The effect of a single injection of hydroxyurea (HU) on cell population kinetics in the jejunal crypt of the rat was studied using autoradiography with tritiated thymidine and metaphase arrest with vincristine. HU appeared to act selectively on cells in the S phase producing inhibition of DNA synthesis and cell death. The deficit in proliferating cells was made good by a decrease in cell cycle time and an increase in growth fraction. Particular attention was paid to the basal, slowly cycling (and possibly clonogenic) crypt cells; early in the recovery sequence an increase in cell production rate was found in the base of the crypt.
It is proposed that basal crypt cells, having survived cycle‐specific insult because of long cell cycle times, proceed to repopulate the depleted proliferative compartment.

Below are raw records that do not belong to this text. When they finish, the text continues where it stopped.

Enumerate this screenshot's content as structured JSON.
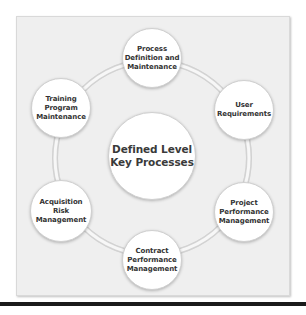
{
  "diagram": {
    "center": {
      "label_line1": "Defined Level",
      "label_line2": "Key Processes"
    },
    "nodes": [
      {
        "lines": [
          "Process",
          "Definition and",
          "Maintenance"
        ]
      },
      {
        "lines": [
          "User",
          "Requirements"
        ]
      },
      {
        "lines": [
          "Project",
          "Performance",
          "Management"
        ]
      },
      {
        "lines": [
          "Contract",
          "Performance",
          "Management"
        ]
      },
      {
        "lines": [
          "Acquisition Risk",
          "Management"
        ]
      },
      {
        "lines": [
          "Training",
          "Program",
          "Maintenance"
        ]
      }
    ],
    "colors": {
      "background": "#efefef",
      "node_fill": "#ffffff",
      "text": "#333333",
      "ring": "#dcdcdc",
      "bottom_bar": "#1a1a1a"
    }
  }
}
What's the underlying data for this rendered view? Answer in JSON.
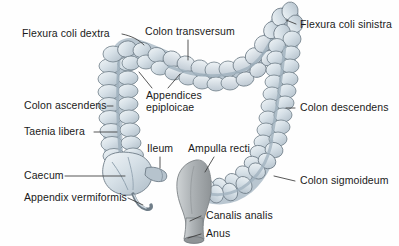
{
  "figure": {
    "background_color": "#fefefe",
    "organ_fill": "#c9d4dc",
    "organ_fill_light": "#e4ebf0",
    "organ_outline": "#6f7d88",
    "rectum_fill": "#a9aeb0",
    "leader_color": "#3a3a3a",
    "label_color": "#1a1a1a"
  },
  "labels": {
    "flexura_coli_dextra": "Flexura coli dextra",
    "colon_transversum": "Colon transversum",
    "flexura_coli_sinistra": "Flexura coli sinistra",
    "colon_ascendens": "Colon ascendens",
    "appendices_epiploicae_line1": "Appendices",
    "appendices_epiploicae_line2": "epiploicae",
    "colon_descendens": "Colon descendens",
    "taenia_libera": "Taenia libera",
    "ileum": "Ileum",
    "ampulla_recti": "Ampulla recti",
    "caecum": "Caecum",
    "colon_sigmoideum": "Colon sigmoideum",
    "appendix_vermiformis": "Appendix vermiformis",
    "canalis_analis": "Canalis analis",
    "anus": "Anus"
  },
  "structures": [
    {
      "name": "flexura-coli-dextra",
      "label": "Flexura coli dextra",
      "side": "left",
      "region": "hepatic flexure"
    },
    {
      "name": "colon-transversum",
      "label": "Colon transversum",
      "side": "top",
      "region": "transverse colon"
    },
    {
      "name": "flexura-coli-sinistra",
      "label": "Flexura coli sinistra",
      "side": "right",
      "region": "splenic flexure"
    },
    {
      "name": "colon-ascendens",
      "label": "Colon ascendens",
      "side": "left",
      "region": "ascending colon"
    },
    {
      "name": "appendices-epiploicae",
      "label": "Appendices epiploicae",
      "side": "center",
      "region": "fatty appendages"
    },
    {
      "name": "colon-descendens",
      "label": "Colon descendens",
      "side": "right",
      "region": "descending colon"
    },
    {
      "name": "taenia-libera",
      "label": "Taenia libera",
      "side": "left",
      "region": "longitudinal muscle band"
    },
    {
      "name": "ileum",
      "label": "Ileum",
      "side": "center",
      "region": "terminal ileum"
    },
    {
      "name": "ampulla-recti",
      "label": "Ampulla recti",
      "side": "center",
      "region": "rectal ampulla"
    },
    {
      "name": "caecum",
      "label": "Caecum",
      "side": "left",
      "region": "cecum"
    },
    {
      "name": "colon-sigmoideum",
      "label": "Colon sigmoideum",
      "side": "right",
      "region": "sigmoid colon"
    },
    {
      "name": "appendix-vermiformis",
      "label": "Appendix vermiformis",
      "side": "left",
      "region": "vermiform appendix"
    },
    {
      "name": "canalis-analis",
      "label": "Canalis analis",
      "side": "center",
      "region": "anal canal"
    },
    {
      "name": "anus",
      "label": "Anus",
      "side": "center",
      "region": "anus"
    }
  ]
}
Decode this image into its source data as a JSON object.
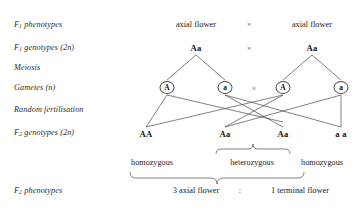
{
  "diagram": {
    "stage_labels": [
      {
        "prefix": "F",
        "sub": "1",
        "rest": " phenotypes"
      },
      {
        "prefix": "F",
        "sub": "1",
        "rest": " genotypes (2n)"
      },
      {
        "prefix": "",
        "sub": "",
        "rest": "Meiosis"
      },
      {
        "prefix": "",
        "sub": "",
        "rest": "Gametes (n)"
      },
      {
        "prefix": "",
        "sub": "",
        "rest": "Random fertilisation"
      },
      {
        "prefix": "F",
        "sub": "2",
        "rest": " genotypes (2n)"
      },
      {
        "prefix": "F",
        "sub": "2",
        "rest": " phenotypes"
      }
    ],
    "phenotypes_row": {
      "left": "axial flower",
      "operator": "×",
      "right": "axial flower"
    },
    "genotypes_row": {
      "left": "Aa",
      "operator": "×",
      "right": "Aa"
    },
    "gametes": [
      {
        "allele": "A"
      },
      {
        "allele": "a"
      },
      {
        "allele": "A"
      },
      {
        "allele": "a"
      }
    ],
    "gametes_operator": "×",
    "f2_genotypes": [
      "AA",
      "Aa",
      "Aa",
      "a a"
    ],
    "zygosity_labels": [
      "homozygous",
      "heterozygous",
      "homozygous"
    ],
    "f2_phenotype_ratio": {
      "left": "3 axial flower",
      "separator": ":",
      "right": "1 terminal flower"
    },
    "colors": {
      "ink": "#1a1a1a",
      "line": "#4a4a4a",
      "background": "#ffffff"
    }
  }
}
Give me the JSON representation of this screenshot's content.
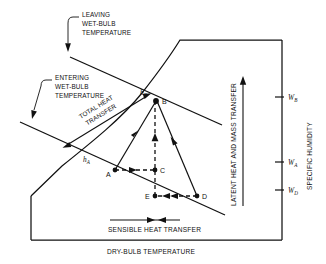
{
  "figure": {
    "type": "psychrometric-process-diagram",
    "background": "#ffffff",
    "line_color": "#111111"
  },
  "axes": {
    "x_label": "DRY-BULB TEMPERATURE",
    "y_label": "SPECIFIC HUMIDITY",
    "y_ticks": [
      {
        "id": "WB",
        "label": "W",
        "sub": "B"
      },
      {
        "id": "WA",
        "label": "W",
        "sub": "A"
      },
      {
        "id": "WD",
        "label": "W",
        "sub": "D"
      }
    ]
  },
  "annotations": {
    "leaving_wet_bulb": "LEAVING\nWET-BULB\nTEMPERATURE",
    "leaving_wet_bulb_lines": [
      "LEAVING",
      "WET-BULB",
      "TEMPERATURE"
    ],
    "entering_wet_bulb_lines": [
      "ENTERING",
      "WET-BULB",
      "TEMPERATURE"
    ],
    "total_heat_transfer_lines": [
      "TOTAL HEAT",
      "TRANSFER"
    ],
    "sensible_heat_transfer": "SENSIBLE HEAT TRANSFER",
    "latent_heat_mass_transfer": "LATENT HEAT AND MASS TRANSFER"
  },
  "enthalpy_labels": [
    {
      "id": "hB",
      "base": "h",
      "sub": "B"
    },
    {
      "id": "hA",
      "base": "h",
      "sub": "A"
    }
  ],
  "points": [
    {
      "id": "A",
      "label": "A"
    },
    {
      "id": "B",
      "label": "B"
    },
    {
      "id": "C",
      "label": "C"
    },
    {
      "id": "D",
      "label": "D"
    },
    {
      "id": "E",
      "label": "E"
    }
  ]
}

In the rat small bowel mucosa significant variation was found in both the labelling and the mitotic indices with time of day. The zenith and the nadir of labelling and mitotic activity coincided at 15.00 and 02.00 hours respectively. Small changes were found in the ‘cut‐off’ position, but this variation in proliferative compartment size was insufficient to account for the comparatively wider fluctuations in proliferative indices. Measurements of the rate of entry into mitosis, using metaphase arrest with vincristine at three widely separated times during the day, showed no significant change.
Changes in the growth fraction or in the birth rate as measured cannot account for diurnal variation in the proliferative activity of the small bowel mucosa. We propose a hypothesis which involves diurnal fluctuations in the transit times through G1 and through G2.